Yes. A CD is just like a vinyl LP, but without the needle. And it’s smaller. A cassette is kind of like an 8-Track, except it’s smaller and you have to flip it over to hear the other side.

Does that help any?

I’ll wager part of what enabled Apple to reach the $100 price point was a side benefit (to them) of losing the display: no navigation software. As I recall, they contracted with an outside vendor to produce the iPod navigation software, and Apple still doesn’t own the software outright. Since they don’t have to install a copy of that software on the iPod Shuffle, they’re probably saving themselves a bundle in software license fees.

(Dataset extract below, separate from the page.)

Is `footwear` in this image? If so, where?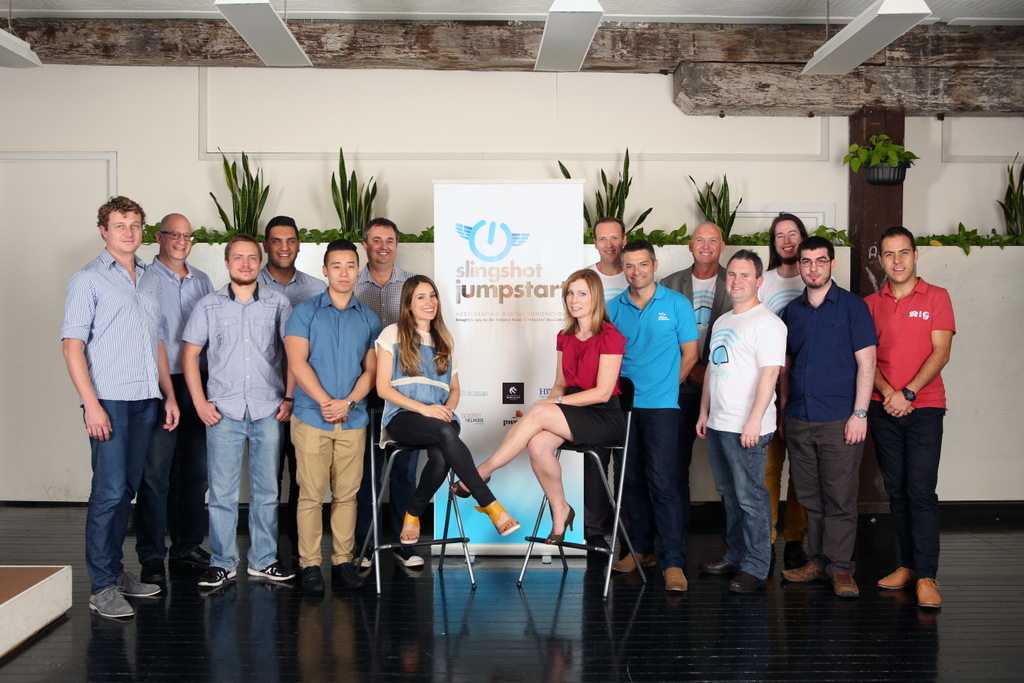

The Shuffle will appeal to a pretty huge segment of portable music listeners, I’ll wager. Most people I know like to listen to their music on “Random” anyway, and almost no one sits and listens to their portable player long enough to make it through 240 songs at one stretch. At 4 minutes a song, that’d be 16 hours. By then, you’d need to refresh the battery anyway.

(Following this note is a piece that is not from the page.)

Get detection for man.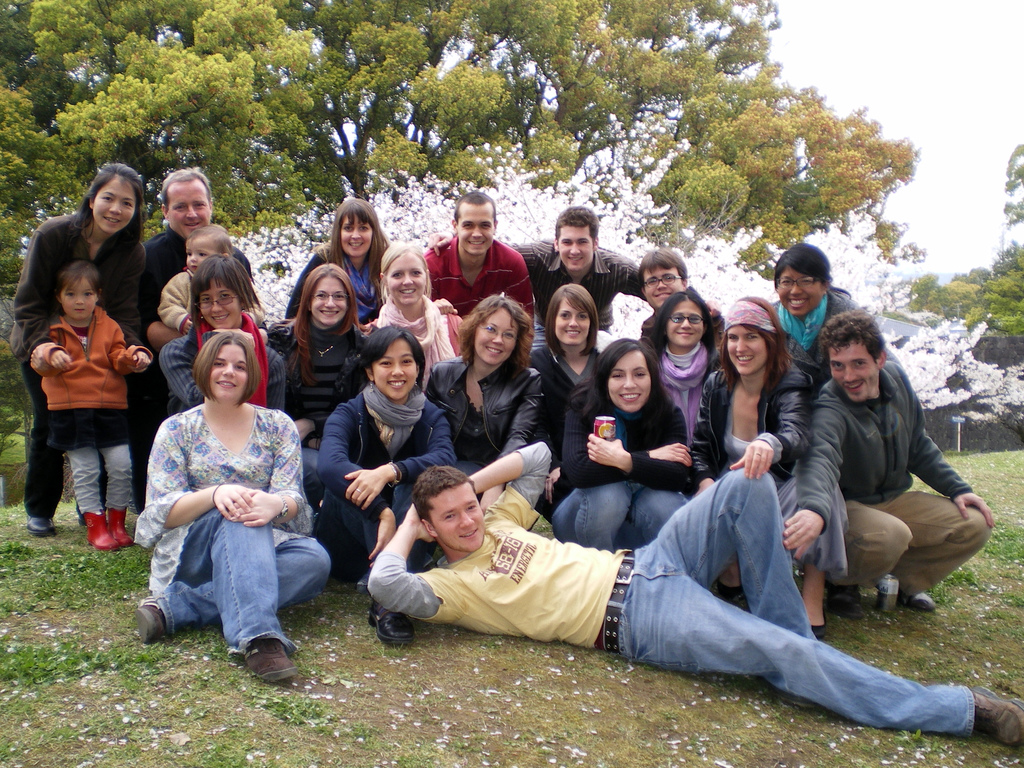
Detection: bbox=(778, 307, 993, 623).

Unfortunately, this player sounds like it might be almost impossible to use with audiobooks. Unless, perhaps, you can force it to draw from one iTunes playlist only, put the files you want in that playlist, and turn off the shuffle.

Or maybe you’re not: Apple & Leading Car Companies Team Up to Deliver iPod Integration in 2005

A friend of mine at work just came pu with a good point - for your MiniDisc player you can get headphones with a display screen integrated on the cord - why not do that (much like IPod’s current remote earbud combo) and put your skip buttons on there?

I think it might be a decent idea for a price break cheap intro to Ipod (especially with the way it handles their exclusive coding) and be a great second Ipod for those so inclined to need one for [insert reason for not jogging wearing 1000 worth of gear].

What I think would be neat would be to have ‘book rentals’ much like the dvd rentals currently at airports. At airports, bus stations, highway rest stops, have a machine that you can plug your Ipod or Ipod Shuffle into and instantly buy or rent an inexpensive book on tape or whatever to give you something more to listen to. It’s hooked up to the interweb so you can sync it to your home system then or later.

I think the shuffle is awesome for when I go to the gym or take the baby on a walk.

I don’t need a display for those times and the small size would be ideal.

Actually I alreaedy have a 40GB iPod and I think the Shuffle would complement it well. The full-size iPod doesn’t fit in a pocket comfortably, and it’s fragile - at least I assume it’s fragile and treat it accordingly because it’s expensive and I know there are moving parts in there. I wouldn’t use it outdoors (jogging, bicycling*) or while walking around inside (working in the lab). I think the Shuffle would be perfect for those occasions. I already have all my music on iTunes and presumably it can manage both iPods.

*I know, bicycling with headphones on is a bad idea. I’d only use portable speakers, and only while touring in the middle of nowhere.

If I had known about this last month, I would have waited and bought it for my daughter, rather than the Rio Forge I got her for Christmas. I would have saved forty bucks over the Forge, got twice the capacity, and how much do you need a display when all you have loaded is two or three audiobooks and one Hilary Duff CD?

Why this little thing could not have come at a better time in my world.

The Mr. got himself an Ipod a couple of months back, couldn’t be more over the moon about the thing, he loves it.

So I was wanting to take some music to the gym, or while working on the garden, or painting the house etc. I was afraid to mention this to the Mr for Christmas, certain he’d insist on getting me an ipod or ipod mini.

And to be honest I felt it would be a terrible waste. I don’t need all of that capability. I wouldn’t use it that often. I’ll get frustrated when I have to relearn all the controls everytime I want to use it. Why not just get a cheap MP3 player that does little more that play at random? We just had this conversation not three days ago. And for all my protests, when he ended with, “Well, okay, but promise you will let me choose and buy it.”, I knew I was sunk. I had not convinced him one little bit I was certain.

The beautiful part is that it is already compatible with the itunes stuff he already has set up on my computer.

I tell you, they made this, just for me.